Questions for discussion
1. Has anyone attempted an actual process flowsheet — not a block diagram — for closing even a simple metallurgical loop (say, iron from chondritic material to finished machine parts) without terrestrial inputs?
2. Is there a credible inorganic-only pathway for electrical insulation and semiconductor packaging?
3. What is the realistic closure fraction if “vitamins” are disallowed — and does the seed mass then grow beyond anything launchable?
4. Are there materials strategies (amorphous metals? self-annealing designs?) that could plausibly survive 10,000+ years of transit?
My suspicion, as a practitioner, is that von Neumann probes are constrained not by the laws of physics but by process-chain closure and materials aging — both, at root, thermodynamic limits. If that is right, it bears directly on the Fermi paradox: the galaxy may be quiet not because nobody tried, but because replication is harder than arithmetic suggests.
I would be glad to be proven wrong on any specific point above — ideally with a flowsheet.



Thanks for this. These are the sorts of clearheaded questions that must be asked if discussions of advanced and/or extraterrestrial technologies are to move beyond pleasant speculation and “get real.”
Putting all this into a text to speech generator yields quite an appealing way of absorbing and thinking about the article.
Q1 There is plenty of atomic free iron and nickel in asteroids seeded by violent interstellar explosions which can be removed by magnetic fields, you may need a charge negator maybe an electron gun to control it.

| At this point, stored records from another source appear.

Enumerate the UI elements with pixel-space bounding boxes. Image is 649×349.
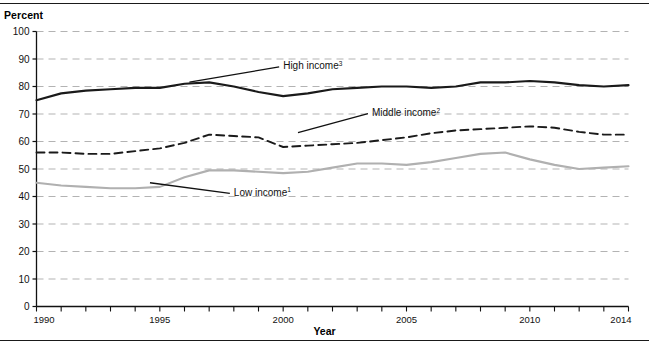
x-axis-tick-label: 1995 <box>149 314 170 325</box>
y-axis-title: Percent <box>4 9 43 21</box>
series-line-middle-income <box>37 126 629 154</box>
y-axis-tick-label: 60 <box>18 136 30 147</box>
series-label-footnote-marker: 1 <box>287 186 291 193</box>
bottom-divider-rule <box>0 340 649 341</box>
x-axis-title: Year <box>0 325 649 337</box>
x-axis-tick-label: 2000 <box>273 314 294 325</box>
series-line-low-income <box>37 153 629 189</box>
y-axis-group: 0102030405060708090100 <box>13 26 37 312</box>
line-chart-plot: 0102030405060708090100 19901995200020052… <box>0 0 649 349</box>
y-axis-tick-label: 20 <box>18 246 30 257</box>
x-axis-group: 199019952000200520102014 <box>34 307 632 325</box>
x-axis-tick-label: 2014 <box>610 314 631 325</box>
y-axis-tick-label: 10 <box>18 274 30 285</box>
series-label-middle-income: Middle income2 <box>372 107 440 119</box>
data-series-group <box>37 81 629 188</box>
series-label-high-income: High income3 <box>283 60 343 72</box>
y-axis-tick-label: 0 <box>24 301 30 312</box>
y-axis-tick-label: 40 <box>18 191 30 202</box>
x-axis-tick-label: 2005 <box>396 314 417 325</box>
series-annotation-group: High income3Middle income2Low income1 <box>150 60 440 198</box>
annotation-leader-line <box>298 114 368 133</box>
x-axis-tick-label: 2010 <box>519 314 540 325</box>
series-label-footnote-marker: 3 <box>339 60 343 67</box>
y-axis-tick-label: 90 <box>18 54 30 65</box>
y-axis-tick-label: 70 <box>18 109 30 120</box>
y-axis-tick-label: 80 <box>18 81 30 92</box>
x-axis-tick-label: 1990 <box>34 314 55 325</box>
series-line-high-income <box>37 81 629 100</box>
chart-figure: Percent Year 0102030405060708090100 1990… <box>0 0 649 349</box>
y-axis-tick-label: 50 <box>18 164 30 175</box>
series-label-low-income: Low income1 <box>234 186 291 198</box>
series-label-footnote-marker: 2 <box>436 107 440 114</box>
y-axis-tick-label: 100 <box>13 26 30 37</box>
y-axis-tick-label: 30 <box>18 219 30 230</box>
annotation-leader-line <box>189 67 279 82</box>
top-divider-rule <box>0 3 649 4</box>
annotation-leader-line <box>150 183 230 194</box>
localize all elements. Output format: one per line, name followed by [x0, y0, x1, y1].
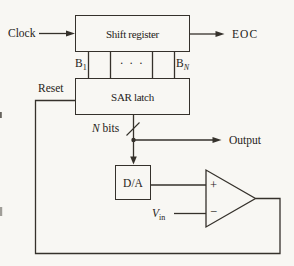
shift-register-label: Shift register [106, 28, 159, 40]
vin-subscript: in [159, 213, 165, 222]
reset-label: Reset [38, 82, 64, 94]
scan-artifact-bottom [0, 207, 2, 216]
dac-arrowhead-icon [130, 157, 137, 165]
clock-arrowhead-icon [66, 30, 75, 36]
vin-label: Vin [152, 207, 165, 224]
junction-dot [131, 138, 135, 142]
eoc-arrowhead-icon [216, 31, 225, 37]
output-arrowhead-icon [213, 137, 222, 143]
bit1-subscript: 1 [83, 63, 87, 72]
shift-register-block: Shift register [75, 15, 190, 52]
comparator-plus-label: + [210, 179, 217, 191]
vin-base: V [152, 207, 159, 219]
bitn-subscript: N [184, 63, 189, 72]
nbits-label: N bits [92, 122, 119, 134]
sar-latch-label: SAR latch [111, 91, 154, 103]
clock-label: Clock [8, 27, 35, 39]
bit1-base: B [75, 57, 83, 69]
dac-label: D/A [123, 177, 143, 189]
eoc-label: EOC [232, 28, 258, 40]
scan-artifact-top [0, 112, 2, 118]
nbits-rest: bits [100, 122, 120, 134]
comparator-minus-label: − [210, 206, 217, 218]
bitn-base: B [176, 57, 184, 69]
ellipsis-dots-label: · · · [119, 57, 145, 69]
bit1-label: B1 [75, 57, 87, 74]
nbits-n: N [92, 122, 100, 134]
sar-latch-block: SAR latch [75, 78, 190, 115]
bitn-label: BN [176, 57, 189, 74]
feedback-reset-wire [36, 101, 281, 254]
sar-adc-diagram: Shift register SAR latch D/A Clock EOC B… [0, 0, 294, 266]
output-label: Output [229, 134, 261, 146]
dac-block: D/A [115, 165, 151, 200]
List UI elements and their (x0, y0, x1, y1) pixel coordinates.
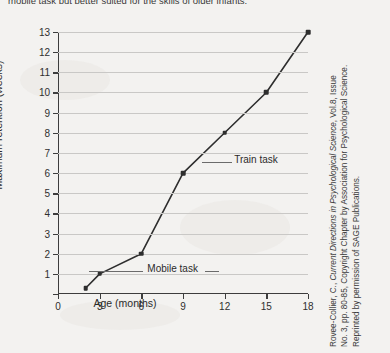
y-axis-tick-label: 7 (44, 147, 50, 158)
caption-text: mobile task but better suited for the sk… (8, 0, 308, 6)
y-axis-tick-label: 3 (44, 228, 50, 239)
annotation-leader-line (205, 271, 219, 272)
y-axis-tick-label: 8 (44, 127, 50, 138)
y-axis-tick-label: 10 (39, 87, 50, 98)
x-axis-tick-label: 12 (219, 301, 230, 312)
y-axis-tick (53, 32, 58, 33)
x-axis-tick (58, 294, 59, 299)
y-axis-tick-label: 13 (39, 27, 50, 38)
data-point-marker (139, 251, 144, 256)
gridline (58, 234, 308, 235)
figure-page: mobile task but better suited for the sk… (0, 0, 390, 353)
y-axis-tick (53, 153, 58, 154)
x-axis-label: Age (months) (93, 297, 156, 309)
y-axis-tick (53, 193, 58, 194)
gridline (58, 133, 308, 134)
gridline (58, 72, 308, 73)
x-axis-tick-label: 18 (302, 301, 313, 312)
y-axis-tick-label: 6 (44, 168, 50, 179)
y-axis-label: Maximum retention (weeks) (0, 61, 4, 190)
y-axis-tick (53, 173, 58, 174)
gridline (58, 193, 308, 194)
data-point-marker (83, 286, 88, 291)
data-point-marker (264, 90, 269, 95)
y-axis-tick (53, 274, 58, 275)
x-axis-tick (266, 294, 267, 299)
data-point-marker (181, 171, 186, 176)
annotation-mobile-task: Mobile task (147, 263, 198, 274)
gridline (58, 254, 308, 255)
y-axis-tick (53, 52, 58, 53)
credit-text: Rovee-Collier, C., Current Directions in… (328, 2, 362, 347)
gridline (58, 113, 308, 114)
credit-line-2: No. 3, pp. 80-85, Copyright Chapter by A… (339, 2, 350, 347)
y-axis-tick (53, 213, 58, 214)
y-axis-tick (53, 72, 58, 73)
data-point-marker (97, 272, 102, 277)
x-axis-tick-label: 9 (180, 301, 186, 312)
y-axis-tick (53, 92, 58, 93)
y-axis-tick-label: 5 (44, 188, 50, 199)
y-axis-tick-label: 12 (39, 47, 50, 58)
y-axis-tick (53, 254, 58, 255)
gridline (58, 274, 308, 275)
x-axis-tick-label: 0 (55, 301, 61, 312)
x-axis-tick (308, 294, 309, 299)
gridline (58, 92, 308, 93)
y-axis-tick-label: 2 (44, 248, 50, 259)
x-axis-tick (183, 294, 184, 299)
y-axis-tick (53, 113, 58, 114)
y-axis-line (58, 32, 59, 294)
gridline (58, 213, 308, 214)
annotation-leader-line (202, 162, 232, 163)
annotation-leader-line (89, 271, 144, 272)
gridline (58, 32, 308, 33)
x-axis-tick (225, 294, 226, 299)
y-axis-tick-label: 11 (40, 67, 50, 78)
credit-line-1: Rovee-Collier, C., Current Directions in… (328, 2, 339, 347)
y-axis-tick (53, 133, 58, 134)
annotation-train-task: Train task (234, 154, 278, 165)
x-axis-tick-label: 15 (261, 301, 272, 312)
y-axis-tick (53, 234, 58, 235)
y-axis-tick-label: 4 (44, 208, 50, 219)
data-point-marker (222, 130, 227, 135)
gridline (58, 52, 308, 53)
y-axis-tick-label: 9 (44, 107, 50, 118)
credit-line-3: Reprinted by permission of SAGE Publicat… (351, 2, 362, 347)
data-point-marker (306, 30, 311, 35)
y-axis-tick-label: 1 (44, 268, 50, 279)
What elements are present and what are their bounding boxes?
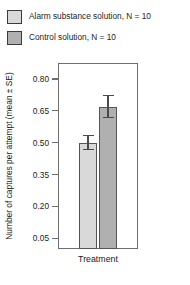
error-bar-cap-lower [103,117,114,118]
y-axis-tick-label: 0.80 [0,73,49,85]
x-axis-label: Treatment [58,253,138,265]
error-bar-line [107,95,108,118]
chart-legend: Alarm substance solution, N = 10 Control… [7,6,187,48]
legend-label-alarm-substance: Alarm substance solution, N = 10 [29,12,151,21]
error-bar-control [99,95,117,118]
y-axis-tick-label: 0.50 [0,137,49,149]
legend-swatch-control [7,31,22,45]
error-bar-line [87,135,88,150]
y-axis-title: Number of captures per attempt (mean ± S… [2,63,16,249]
y-axis-tick-label: 0.05 [0,232,49,244]
legend-swatch-alarm-substance [7,10,22,24]
plot-bars [58,63,138,249]
bar-control [99,107,117,249]
legend-label-control: Control solution, N = 10 [29,33,116,42]
legend-item-control: Control solution, N = 10 [7,27,187,48]
bar-alarm-substance [79,143,97,249]
error-bar-alarm-substance [79,135,97,150]
y-axis-tick-label: 0.35 [0,169,49,181]
y-axis-tick-label: 0.20 [0,200,49,212]
error-bar-cap-lower [83,149,94,150]
bar-chart-figure: Alarm substance solution, N = 10 Control… [0,0,190,285]
y-axis-tick-label: 0.65 [0,105,49,117]
legend-item-alarm-substance: Alarm substance solution, N = 10 [7,6,187,27]
error-bar-cap-upper [103,95,114,96]
error-bar-cap-upper [83,135,94,136]
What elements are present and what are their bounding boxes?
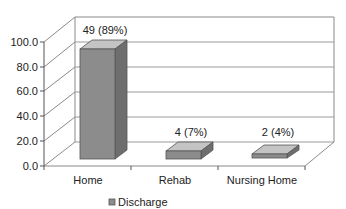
y-tick-20: 20.0 bbox=[17, 135, 38, 147]
bar-home bbox=[80, 40, 127, 159]
chart: 100.0 80.0 60.0 40.0 20.0 0.0 49 (89%) 4… bbox=[0, 0, 346, 209]
legend: Discharge bbox=[109, 196, 168, 208]
legend-label-discharge: Discharge bbox=[118, 196, 168, 208]
data-label-home: 49 (89%) bbox=[83, 24, 128, 36]
y-tick-40: 40.0 bbox=[17, 110, 38, 122]
data-label-rehab: 4 (7%) bbox=[175, 126, 207, 138]
bar-rehab bbox=[166, 142, 213, 159]
x-label-home: Home bbox=[73, 174, 102, 186]
y-tick-0: 0.0 bbox=[23, 160, 38, 172]
y-tick-labels: 100.0 80.0 60.0 40.0 20.0 0.0 bbox=[10, 36, 38, 172]
legend-swatch-icon bbox=[109, 199, 115, 205]
side-wall-grid bbox=[44, 17, 75, 166]
y-tick-60: 60.0 bbox=[17, 85, 38, 97]
bar-nursing-home bbox=[252, 145, 299, 158]
data-label-nursing-home: 2 (4%) bbox=[262, 126, 294, 138]
y-tick-80: 80.0 bbox=[17, 61, 38, 73]
y-tick-100: 100.0 bbox=[10, 36, 38, 48]
x-label-nursing-home: Nursing Home bbox=[227, 174, 297, 186]
x-label-rehab: Rehab bbox=[159, 174, 191, 186]
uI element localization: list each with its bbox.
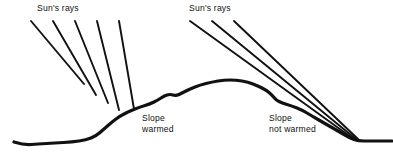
label-slope-warmed: Slope warmed bbox=[142, 113, 174, 135]
label-slope-warmed-line1: Slope bbox=[142, 113, 165, 123]
sun-ray-left-slope-rays-3 bbox=[75, 21, 108, 103]
label-sun-rays-left: Sun's rays bbox=[37, 3, 79, 14]
label-sun-rays-right: Sun's rays bbox=[189, 3, 231, 14]
sun-rays-slope-diagram: Sun's rays Sun's rays Slope warmed Slope… bbox=[0, 0, 393, 159]
sun-ray-left-slope-rays-5 bbox=[119, 21, 134, 109]
label-slope-warmed-line2: warmed bbox=[142, 124, 174, 135]
label-slope-not-warmed: Slope not warmed bbox=[269, 113, 316, 135]
label-slope-not-warmed-line1: Slope bbox=[269, 113, 292, 123]
sun-ray-left-slope-rays-4 bbox=[97, 21, 119, 110]
diagram-canvas bbox=[0, 0, 393, 159]
label-slope-not-warmed-line2: not warmed bbox=[269, 124, 316, 135]
hill-terrain-profile bbox=[14, 80, 392, 145]
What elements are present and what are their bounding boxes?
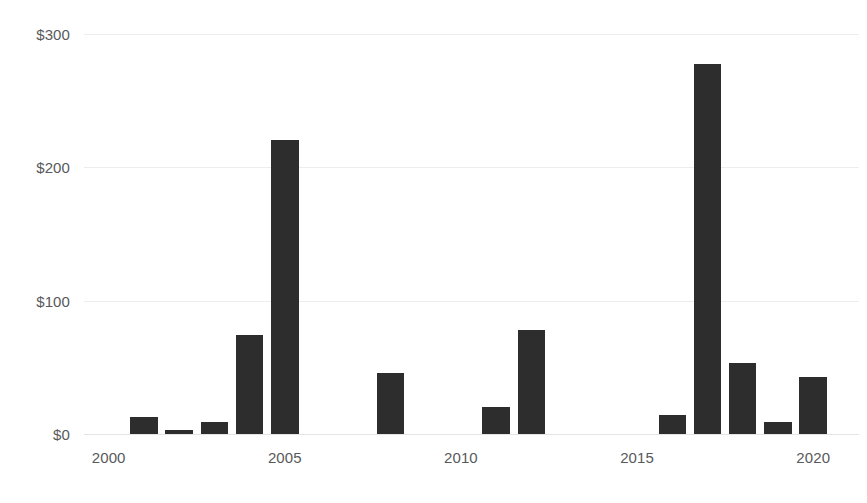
x-axis-tick-label: 2015 xyxy=(620,449,654,466)
x-axis-tick-label: 2020 xyxy=(796,449,830,466)
bar xyxy=(377,373,404,434)
y-axis-tick-label: $300 xyxy=(36,25,70,42)
bar-chart: $0$100$200$300 20002005201020152020 xyxy=(0,0,867,503)
bar xyxy=(271,140,298,434)
gridline xyxy=(84,301,859,302)
bar xyxy=(694,64,721,434)
x-axis-tick-label: 2010 xyxy=(444,449,478,466)
bar xyxy=(729,363,756,434)
bar xyxy=(236,335,263,434)
y-axis-tick-label: $0 xyxy=(53,426,70,443)
bar xyxy=(130,417,157,434)
gridline xyxy=(84,167,859,168)
bar xyxy=(482,407,509,434)
bar xyxy=(659,415,686,434)
y-axis-tick-label: $200 xyxy=(36,159,70,176)
y-axis-tick-labels: $0$100$200$300 xyxy=(0,34,70,435)
gridline xyxy=(84,34,859,35)
x-axis-tick-label: 2005 xyxy=(268,449,302,466)
bar xyxy=(764,422,791,434)
bar xyxy=(518,330,545,434)
bar xyxy=(201,422,228,434)
x-axis-tick-labels: 20002005201020152020 xyxy=(0,449,867,473)
bar xyxy=(165,430,192,434)
plot-area xyxy=(84,34,859,435)
x-axis-tick-label: 2000 xyxy=(92,449,126,466)
bar xyxy=(799,377,826,434)
x-axis-baseline xyxy=(84,434,859,435)
y-axis-tick-label: $100 xyxy=(36,292,70,309)
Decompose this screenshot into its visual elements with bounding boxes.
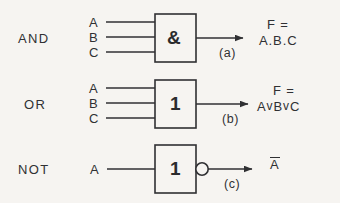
or-expr-operand-2: B bbox=[273, 99, 283, 114]
inversion-bubble-icon bbox=[196, 163, 208, 175]
input-pin-label-and-a: A bbox=[89, 15, 98, 30]
or-expr-operator-2: v bbox=[283, 99, 290, 113]
input-pin-label-and-b: B bbox=[89, 30, 98, 45]
figure-caption-a: (a) bbox=[219, 46, 236, 60]
logic-gates-figure: AND A B C & (a) F = A.B.C OR A B C 1 (b)… bbox=[0, 0, 340, 203]
gate-body-symbol-not: 1 bbox=[170, 158, 181, 180]
or-expr-operand-3: C bbox=[290, 99, 300, 114]
output-expression-or-line1: F = bbox=[273, 83, 295, 98]
output-expression-not: A bbox=[270, 157, 280, 172]
negated-output-label: A bbox=[270, 157, 280, 172]
output-expression-and-line2: A.B.C bbox=[259, 33, 297, 48]
or-expr-operand-1: A bbox=[257, 99, 267, 114]
output-expression-or-line2: AvBvC bbox=[257, 99, 300, 114]
output-expression-and-line1: F = bbox=[267, 17, 289, 32]
gate-body-symbol-and: & bbox=[167, 27, 181, 49]
input-pin-label-or-b: B bbox=[89, 96, 98, 111]
input-pin-label-not-a: A bbox=[90, 162, 99, 177]
gate-type-label-not: NOT bbox=[18, 162, 50, 177]
figure-caption-b: (b) bbox=[222, 112, 239, 126]
gate-body-symbol-or: 1 bbox=[170, 93, 181, 115]
gate-type-label-and: AND bbox=[18, 31, 50, 46]
input-pin-label-or-c: C bbox=[89, 111, 99, 126]
figure-caption-c: (c) bbox=[224, 177, 240, 191]
input-pin-label-and-c: C bbox=[89, 45, 99, 60]
input-pin-label-or-a: A bbox=[89, 81, 98, 96]
gate-type-label-or: OR bbox=[24, 97, 46, 112]
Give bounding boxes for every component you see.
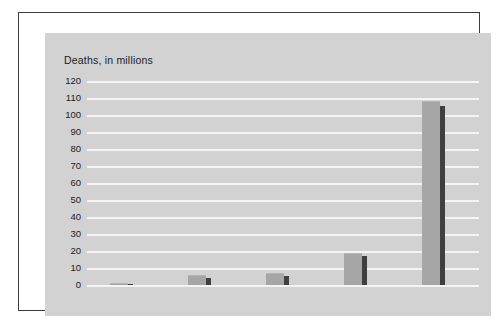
gridline [87,285,479,287]
bar-shadow-1800s [362,256,367,285]
y-tick-label: 100 [65,110,81,120]
bar-1800s[interactable] [344,253,362,285]
bar-group-1600s[interactable] [188,275,211,285]
bar-group-1800s[interactable] [344,253,367,285]
bar-shadow-1700s [284,276,289,285]
gridline [87,166,479,168]
y-tick-label: 30 [70,229,81,239]
gridline [87,217,479,219]
bar-shadow-1600s [206,278,211,285]
gridline [87,200,479,202]
y-tick-label: 50 [70,195,81,205]
y-tick-label: 110 [66,93,81,103]
y-tick-label: 20 [70,246,81,256]
y-tick-label: 60 [70,178,81,188]
bar-shadow-1500s [128,284,133,285]
gridline [87,183,479,185]
y-tick-label: 40 [70,212,81,222]
bar-group-1900s[interactable] [422,101,445,285]
gridline [87,251,479,253]
gridline [87,98,479,100]
y-tick-label: 70 [70,161,81,171]
y-tick-label: 90 [70,127,81,137]
bar-1600s[interactable] [188,275,206,285]
gridline [87,81,479,83]
chart-page: Deaths, in millions 120 110 100 90 80 70… [0,0,500,327]
gridline [87,234,479,236]
gridline [87,115,479,117]
figure-frame: Deaths, in millions 120 110 100 90 80 70… [18,12,480,311]
bar-1500s[interactable] [110,283,128,285]
bar-1900s[interactable] [422,101,440,285]
bar-group-1700s[interactable] [266,273,289,285]
chart-title: Deaths, in millions [64,54,153,66]
y-tick-label: 10 [70,263,81,273]
y-tick-label: 80 [70,144,81,154]
y-tick-label: 0 [76,280,81,290]
bar-1700s[interactable] [266,273,284,285]
gridline [87,149,479,151]
gridline [87,268,479,270]
plot-area: 1500s 1600s 1700s 1800s 1900s [87,81,479,285]
bar-shadow-1900s [440,106,445,285]
gridline [87,132,479,134]
y-tick-label: 120 [65,76,81,86]
y-axis-tick-labels: 120 110 100 90 80 70 60 50 40 30 20 10 0 [55,81,81,285]
bar-group-1500s[interactable] [110,283,133,285]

Electron guns can be very small every nano scale.
Q2 Due to smaller voltages insulation is not a massive issue, silicon dioxide or even glassyified regolith would be sufficient, distance is also your friend in electronics.
Maybe we need a octopus like device that takes what it needs from moving through its surroundings rejecting what it does not need and it creates another octopi and so on.